Growth Energy, the pro-ethanol lobby group, is totally cool with the EPA's plan to put warning labels on pumps that dispense higher percentages of the homegrown fuel additive, including the recently approved 15 percent blend for newer vehicles. It just wants to make sure that they don't look much like warning labels.

More specifically, the group wants to tweak the EPA's proposed design in order to swap out the blaze orange and exclamation points with calming periwinkle blue and sotto voce periods.
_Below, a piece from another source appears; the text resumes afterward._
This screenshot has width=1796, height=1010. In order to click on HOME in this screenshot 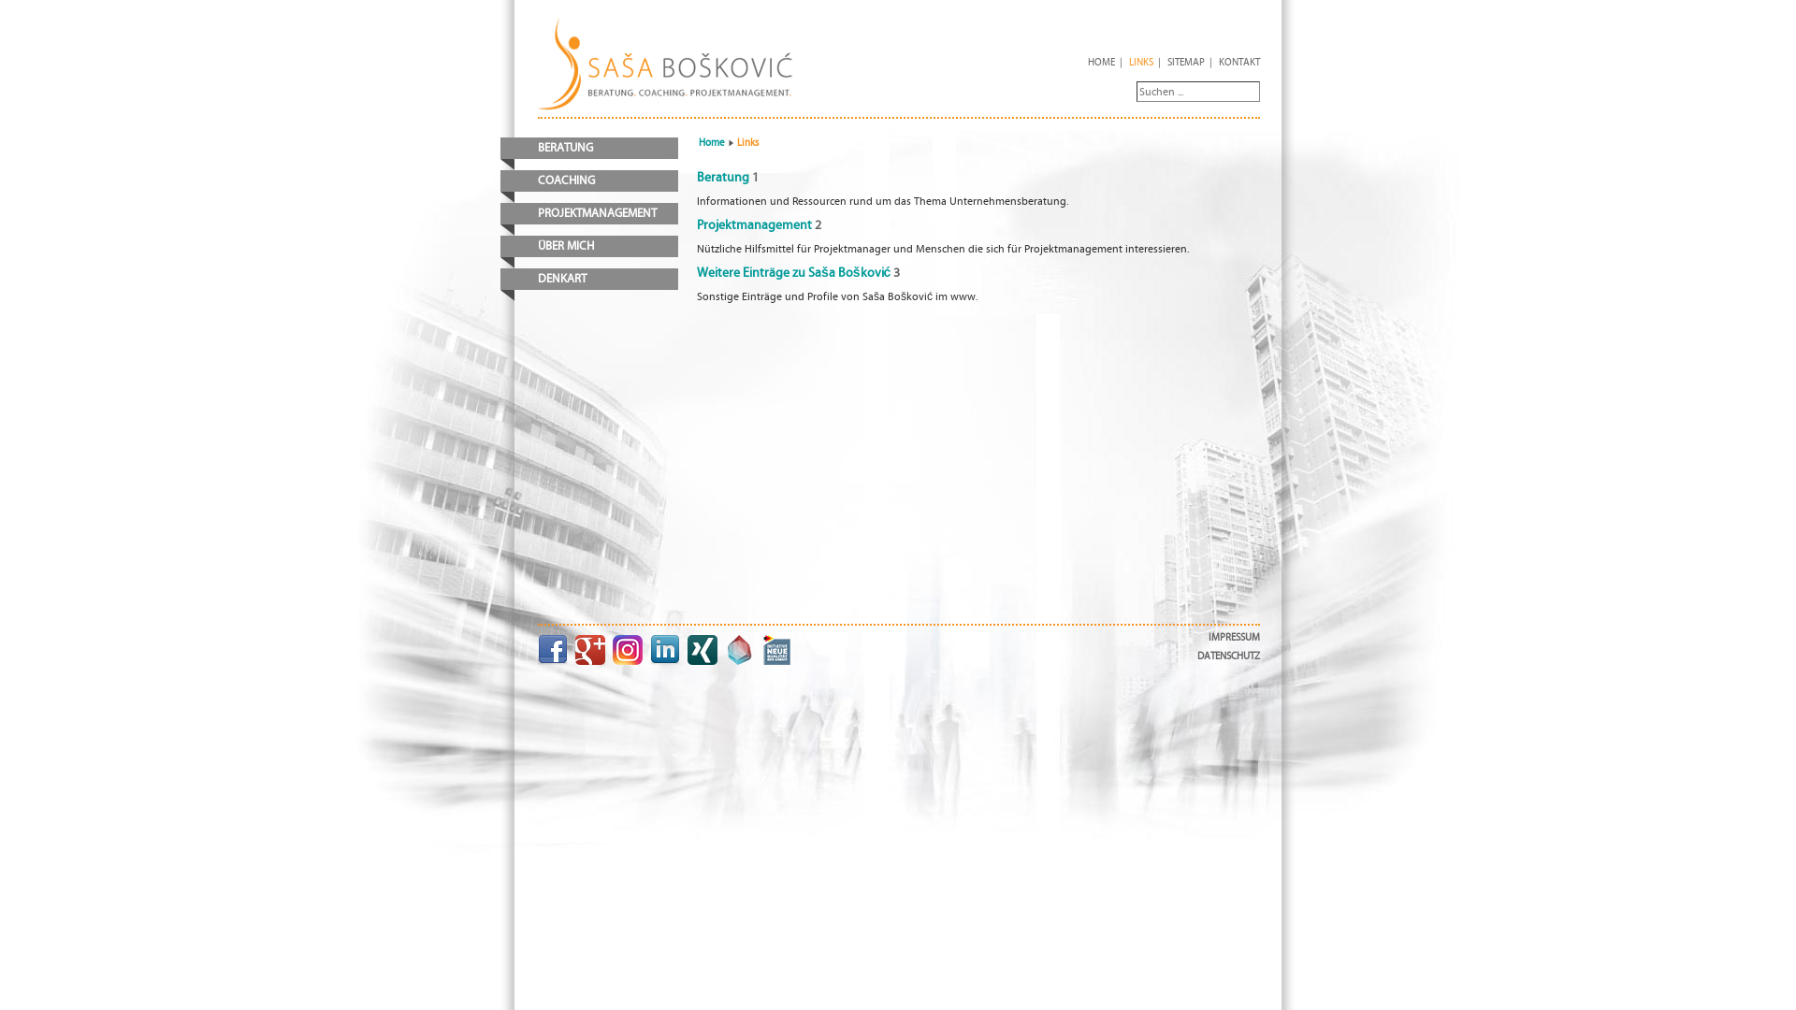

Growth Energy filed formal comments, some 19-pages worth, with the EPA outlining its support for the federal agency's new labeling rules aimed at keeping motorists with cars made before 2007 from unwittingly filling up with E15 gasoline.
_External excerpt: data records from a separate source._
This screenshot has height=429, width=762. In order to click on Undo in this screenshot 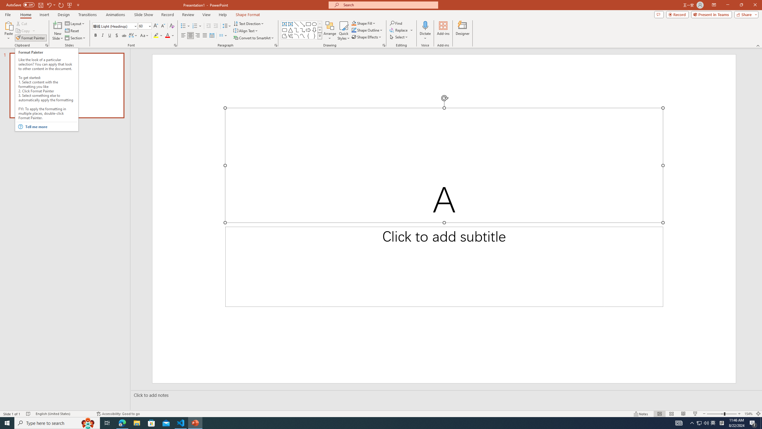, I will do `click(51, 5)`.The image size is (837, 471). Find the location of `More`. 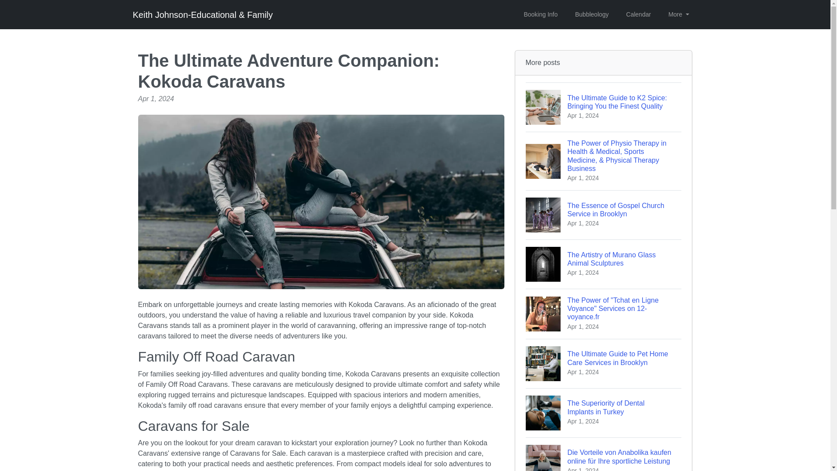

More is located at coordinates (678, 14).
Growth Energy's label idea swaps out the word "CAUTION!" and replaces it with the more soothing "ATTENTION." The Growth Energy version also removes this key phrase "This fuel might damage other vehicles."

Growth Energy's reasoning behind the kinder, gentler label:

This design provides all information necessary for consumers to make an informed fuel choice and does not inappropriately impact marketplace perceptions of the fuel.
Growth Energy is really into labels, apparently believing that this is the key to winning over consumers and changing their pumping habits. This is the same group that launched the Label My Fuel initiative to require a national standard of country of original labeling for fuel. Basically, a "born in" label for fuel, which is way more complicated than one might expect.

Here's the problem with their design, and the EPA's, I might add. Consumers are generally horrible at noticing labels or signage of any kind whether it's orange, red or in little blinky lights. Making it even more subtle handicaps the consumer, and that's not good for anyone, ethanol industry included.